On 8 Oct 2009, at 17:29, Matt Rice wrote:
On Thu, Oct 8, 2009 at 5:30 AM, Richard Frith-Macdonald
<rich...@tiptree.demon.co.uk> wrote:
OK ... we just have different perceptions here then. In those
circumstances
I expect a package to be *available* to all users, but NOT to be
automatically forced on them.
Certainly *I* don't want to have something like that imposed on
*ME* just
because someone else installs a package globally.
there is no enforcing here,
people could easily set
defaults write NSGlobalDomain GSAppKitUserBundles '()'
to get no theme bundles, I do this e.g. for using themes in every
application except Gorm
It just pushes the burden of setting defaults onto those that don't
want to follow the global installation
instead of those that do, I am completely fine with installing
defaults system wide
(as long as the system domain doesn't override the global domain)
Perhaps 'forced' was too strong a word, but the basic issue for me is
that I don't want other people changing the way my applications behave.
Having them make a behavior change which I couldn't set back would be
intolerable. Having them make a change which I then need to figure
out how to revert, is annoying/undesirable. The second case is what
we are talking about here.
If behavior of the system just suddenly changes because a package
someone installed has changed a global default, It's going to take me
time and effort to figure out what happened and how to reverse it
So, IMO global defaults should be used very sparingly, and should be
used by the managers of distributions, not by people making individual
app/library/bundle packages (except where the defaults only effect
those specific packages of course). The very last thing you want is
for every theme developer to set a global default to make their theme
the one everyone uses... that decision should belong to the person who
supplies the distribution, not the individual theme packages.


» **Task to complete**:
How many lines in the data below include the word "Increased"? Respond with the number, nothing more.

[Extracts from a graphics dataset]

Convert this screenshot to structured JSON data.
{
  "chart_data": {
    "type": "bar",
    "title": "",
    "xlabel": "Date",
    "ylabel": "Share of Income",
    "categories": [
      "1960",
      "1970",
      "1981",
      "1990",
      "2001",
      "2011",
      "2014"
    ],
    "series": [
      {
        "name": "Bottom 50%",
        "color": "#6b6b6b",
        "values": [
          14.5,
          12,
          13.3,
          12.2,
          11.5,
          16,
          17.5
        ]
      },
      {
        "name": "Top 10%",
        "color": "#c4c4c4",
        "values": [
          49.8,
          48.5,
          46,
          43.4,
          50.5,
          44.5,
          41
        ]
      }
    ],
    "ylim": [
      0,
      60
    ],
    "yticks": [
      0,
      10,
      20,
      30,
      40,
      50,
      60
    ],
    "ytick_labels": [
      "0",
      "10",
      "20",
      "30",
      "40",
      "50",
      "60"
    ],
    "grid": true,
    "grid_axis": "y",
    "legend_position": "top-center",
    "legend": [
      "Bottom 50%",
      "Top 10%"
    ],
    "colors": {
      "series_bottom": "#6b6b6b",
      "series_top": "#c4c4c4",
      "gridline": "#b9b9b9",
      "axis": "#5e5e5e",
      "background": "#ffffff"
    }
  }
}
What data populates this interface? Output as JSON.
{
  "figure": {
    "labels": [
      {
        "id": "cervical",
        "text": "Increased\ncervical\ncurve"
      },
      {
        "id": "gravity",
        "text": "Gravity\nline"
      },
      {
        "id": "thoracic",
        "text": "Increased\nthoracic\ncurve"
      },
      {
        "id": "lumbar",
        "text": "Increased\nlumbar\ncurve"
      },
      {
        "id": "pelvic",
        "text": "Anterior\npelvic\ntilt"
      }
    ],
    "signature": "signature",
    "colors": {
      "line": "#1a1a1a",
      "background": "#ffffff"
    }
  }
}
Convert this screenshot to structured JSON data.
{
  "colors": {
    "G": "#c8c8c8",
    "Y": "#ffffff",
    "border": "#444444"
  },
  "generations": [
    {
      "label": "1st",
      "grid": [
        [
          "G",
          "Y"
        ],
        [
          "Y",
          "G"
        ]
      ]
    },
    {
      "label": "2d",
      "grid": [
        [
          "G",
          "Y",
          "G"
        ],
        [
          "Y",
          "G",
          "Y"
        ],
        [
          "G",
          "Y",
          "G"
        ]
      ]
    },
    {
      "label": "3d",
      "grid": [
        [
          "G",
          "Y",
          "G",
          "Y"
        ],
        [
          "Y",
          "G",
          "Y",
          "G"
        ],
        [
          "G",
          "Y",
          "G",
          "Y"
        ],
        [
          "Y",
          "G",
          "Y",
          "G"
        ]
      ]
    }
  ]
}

» **Answer to this problem**:
3